6.8 rounds frangible?

Any varmint bullet is designed to have extreme expansion upon hitting the target. FMJ ball ammo isn't. 5.56 bullets were touted as being designed to tumble upon hitting, not breaking up. So the answer is, it depends on the bullet.
 
sunray said:
Any varmint bullet is designed to have extreme expansion upon hitting the target. FMJ ball ammo isn't. 5.56 bullets were touted as being designed to tumble upon hitting, not breaking up. So the answer is, it depends on the bullet.
The 5.56 projectile is designed to tumble and then fragment on the cannelure into multiple pieces. Velocity is the key, and happens to be why the M16 was designed with a 20" barrel for those higher velocities *see pic below*

wund5.jpg


There were even some West-German made 7.62x51mm projectiles that were also designed with the same characteristicly soft lead and fragmentary pattern of breakup after the first few inches of penetration

The steel core penetrators do not fragment IIRC
 
Last edited:
the infamous blendmetal technology is just that. you take powder metals like coper, steel and what no and you press them together in the form of a bullet that you then jacket
 
LeMas BMT is NOT 6.8

6.8 OTM (boat tail hollow point in a PC Open Tip Match terminology)
IS Land Warfare legal - it has better terminal effect than 5.56mm counterparts.

Perkerwood is 100% correct
M193, and M855 (SS109/C77) 5.56mm fragement when in human tissue -- depending upon impact velocity.
ANY boattail bullet will yaw in media other than air - if the pressure on the bullet jacket is greater than the jacket can take it will rupture and the bullet fragments.

6.8 bullets are ALL boattail designs and thus preform very similarly - but with reduced neck prior to yawing.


Copy every line from the records below that holds the word "structured".

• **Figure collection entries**
%%

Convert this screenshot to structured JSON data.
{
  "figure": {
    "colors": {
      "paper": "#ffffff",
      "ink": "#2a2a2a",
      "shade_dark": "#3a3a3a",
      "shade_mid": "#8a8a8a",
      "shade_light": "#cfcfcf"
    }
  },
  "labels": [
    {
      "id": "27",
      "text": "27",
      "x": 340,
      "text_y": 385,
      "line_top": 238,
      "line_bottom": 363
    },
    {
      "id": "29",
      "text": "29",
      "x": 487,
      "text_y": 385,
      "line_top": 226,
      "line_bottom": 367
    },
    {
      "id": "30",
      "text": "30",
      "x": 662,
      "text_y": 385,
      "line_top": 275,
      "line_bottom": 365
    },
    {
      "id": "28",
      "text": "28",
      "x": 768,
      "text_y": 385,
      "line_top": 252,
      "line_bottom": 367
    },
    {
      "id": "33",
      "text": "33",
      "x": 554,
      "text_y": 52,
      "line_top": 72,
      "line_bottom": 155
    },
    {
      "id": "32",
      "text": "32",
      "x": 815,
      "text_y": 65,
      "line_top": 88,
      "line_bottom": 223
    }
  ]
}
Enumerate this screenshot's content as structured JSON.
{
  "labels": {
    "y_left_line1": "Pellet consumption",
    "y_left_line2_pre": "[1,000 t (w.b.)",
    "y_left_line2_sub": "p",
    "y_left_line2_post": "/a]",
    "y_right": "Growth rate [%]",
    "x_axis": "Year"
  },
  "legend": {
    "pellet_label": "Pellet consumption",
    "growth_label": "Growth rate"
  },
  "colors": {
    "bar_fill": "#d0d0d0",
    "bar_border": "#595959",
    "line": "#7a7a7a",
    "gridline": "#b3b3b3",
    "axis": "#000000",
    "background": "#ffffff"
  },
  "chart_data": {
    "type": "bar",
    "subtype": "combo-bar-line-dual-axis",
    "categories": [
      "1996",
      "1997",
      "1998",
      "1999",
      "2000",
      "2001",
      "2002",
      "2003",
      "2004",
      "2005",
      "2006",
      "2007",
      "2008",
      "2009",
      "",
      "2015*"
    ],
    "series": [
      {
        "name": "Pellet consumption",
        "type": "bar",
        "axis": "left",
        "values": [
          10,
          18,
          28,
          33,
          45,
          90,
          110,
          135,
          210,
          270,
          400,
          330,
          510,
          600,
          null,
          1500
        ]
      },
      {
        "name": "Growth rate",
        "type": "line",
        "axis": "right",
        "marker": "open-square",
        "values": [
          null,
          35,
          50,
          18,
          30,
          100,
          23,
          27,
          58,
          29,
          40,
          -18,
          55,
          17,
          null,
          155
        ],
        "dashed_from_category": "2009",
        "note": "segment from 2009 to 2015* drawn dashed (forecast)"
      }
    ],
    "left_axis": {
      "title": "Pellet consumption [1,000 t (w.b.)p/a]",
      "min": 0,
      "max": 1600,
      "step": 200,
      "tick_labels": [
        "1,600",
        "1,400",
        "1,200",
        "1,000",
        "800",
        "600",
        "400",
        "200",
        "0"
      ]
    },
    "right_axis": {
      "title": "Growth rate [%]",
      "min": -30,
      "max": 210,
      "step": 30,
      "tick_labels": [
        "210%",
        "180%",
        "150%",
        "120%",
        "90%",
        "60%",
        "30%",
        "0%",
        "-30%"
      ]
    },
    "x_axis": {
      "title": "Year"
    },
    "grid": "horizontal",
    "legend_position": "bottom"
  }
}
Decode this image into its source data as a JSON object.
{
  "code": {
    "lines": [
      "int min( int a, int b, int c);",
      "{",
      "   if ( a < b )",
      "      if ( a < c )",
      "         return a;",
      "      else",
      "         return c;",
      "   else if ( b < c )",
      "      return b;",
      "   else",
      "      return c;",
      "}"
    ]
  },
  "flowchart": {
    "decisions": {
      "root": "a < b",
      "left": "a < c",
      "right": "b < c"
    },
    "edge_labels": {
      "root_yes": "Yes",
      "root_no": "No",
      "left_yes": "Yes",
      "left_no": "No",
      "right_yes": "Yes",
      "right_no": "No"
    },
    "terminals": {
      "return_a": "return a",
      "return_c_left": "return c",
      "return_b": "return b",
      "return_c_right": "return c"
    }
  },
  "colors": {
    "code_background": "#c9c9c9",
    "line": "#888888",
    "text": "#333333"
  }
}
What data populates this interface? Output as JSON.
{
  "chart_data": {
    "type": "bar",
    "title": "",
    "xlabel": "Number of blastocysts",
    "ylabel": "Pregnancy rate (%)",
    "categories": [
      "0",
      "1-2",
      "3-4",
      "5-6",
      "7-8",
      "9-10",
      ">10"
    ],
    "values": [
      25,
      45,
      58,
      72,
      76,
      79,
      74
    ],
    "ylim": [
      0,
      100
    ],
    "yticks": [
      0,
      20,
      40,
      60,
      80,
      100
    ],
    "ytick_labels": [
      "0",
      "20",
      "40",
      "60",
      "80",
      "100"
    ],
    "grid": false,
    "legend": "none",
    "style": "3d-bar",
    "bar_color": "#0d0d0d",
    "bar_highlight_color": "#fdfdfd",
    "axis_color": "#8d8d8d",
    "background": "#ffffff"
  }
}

%%

• **WORKED SOLUTION**
Convert this screenshot to structured JSON data.
Enumerate this screenshot's content as structured JSON.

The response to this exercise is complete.